Sunday, June 14, 2009

Can You See the Stretch Marks?

A web site on metal says this: "The term tensile strength refers to the amount of tensile (stretching) stress a material can withstand before breaking or failing."

This has been a beautiful day...great worship, an afternoon getting the house ready for the senior high youth group, a visit with a wonderful couple who are facing some challenges, and an evening on the patio watching the sun go down. Still, the last two weeks have been a pastoral whitewater trip: lots of rocks, churning water, and spray. You use your paddle, dig as hard as you can to get through one situation, and then the raft dips and you are into another rough stretch.

You get a call one night, and sit with a couple as they tell their children the marriage may be ending. That's how one week begins. It ends with an email from a friend whose marriage has just collapsed. In between is a friend's battle with cancer, a man in the community whose hidden addiction has suddenly come out in the open, a 80-year old whose 47-year old daughter is dying. This is "normal" stuff. People whose lives -their rafts- are hitting some large rocks. Everything normal is spun around. Maybe turned upside-down.

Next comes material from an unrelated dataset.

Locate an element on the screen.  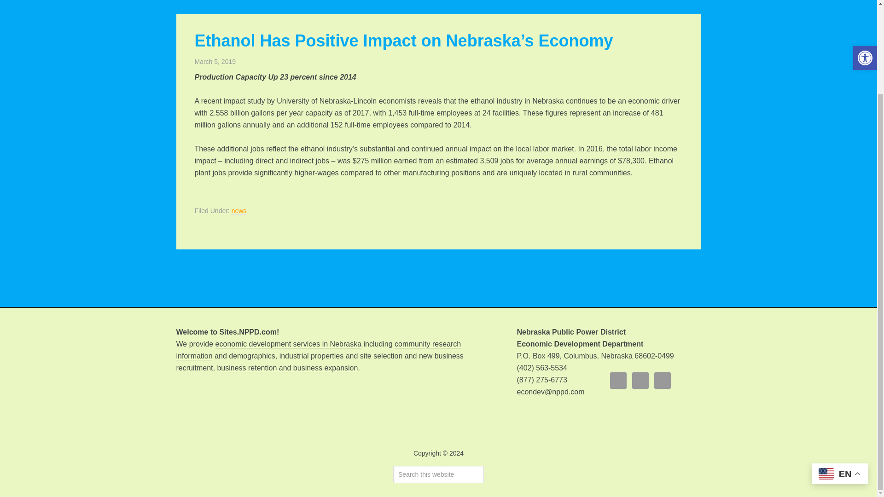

And there has been other stuff. Seems like every time I have turned around there has been someone who is upset with something we have done (or not done). These are people I love, and so their frustration...their sense that we should do ministry differently...hurts. I want everyone to be happy and yet sometimes they aren't. These hurting moments come at a time when the church is growing...when the vital signs are so strong in so many areas.

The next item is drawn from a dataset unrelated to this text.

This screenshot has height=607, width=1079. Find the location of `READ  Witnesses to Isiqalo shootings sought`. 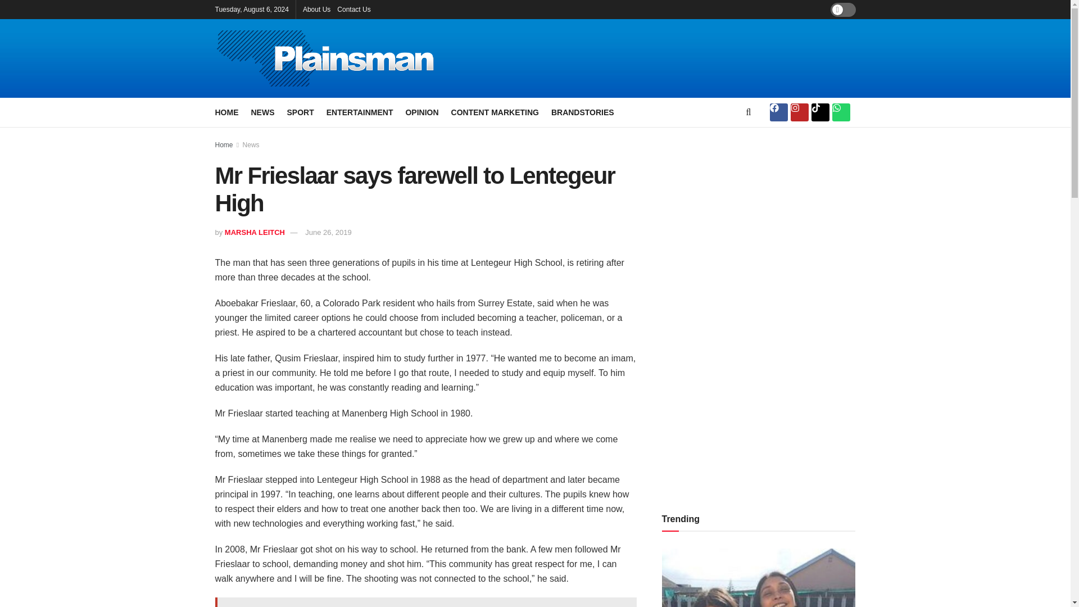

A friend told me, "Just keep praying. And leading. That's the only thing you can do."

So I have been thinking about tensil strength. It's the capacity of a material to bend...to handle stress...without breaking. Can the wings stretch enough to handle the added pressure when the jet runs into turbulence?

Tensil strength is an important quality in life. Some people have this way of "bouncing" back. Others hit turbulence and they come apart.

Women aren't -I know I'm going out on a limb here- very eager to show off their "stretch marks" to the world. I hear things advertised that are supposed to cover up those marks...make them disappear.

We tend to keep our psychological and emotional "stretch marks" hidden, don't we? Whether we are a teacher in a tough situation, or a social worker with an overwhelming caseload, or a doctor who spent half the night working to keep a patient alive and then was in the office for that first 8 o'clock appointment, or a business person trying to keep the doors open and the employees working for another month. We all have "whitewater" times. We all go through times when we are flying along and hit turbulence.

I don't know what keeps you going, but I would suggest prayer. And I would suggest remembering that you need to take good care of yourself... remember to walk away now and then. Take a breath. Focusing on today and letting tomorrow wait...can help.

Paul, in 2nd Corinthians 4:16, says he doesn't lose heart because he has confidence that the God who was able to raise Jesus Christ from the dead will also raise us up with Jesus.

You may be doing a good job of keeping your "stretch marks" hidden. Not letting people know about the rocks you have been hitting, the whitewater you have been paddling through, but God knows. You're not alone. Hang in there. Bend, flex, give, and keep coming back, okay?

1 comment:

revcat said...

Hang in there! Yep, prayer really is vital. Praying to God but also knowing that others pray for you.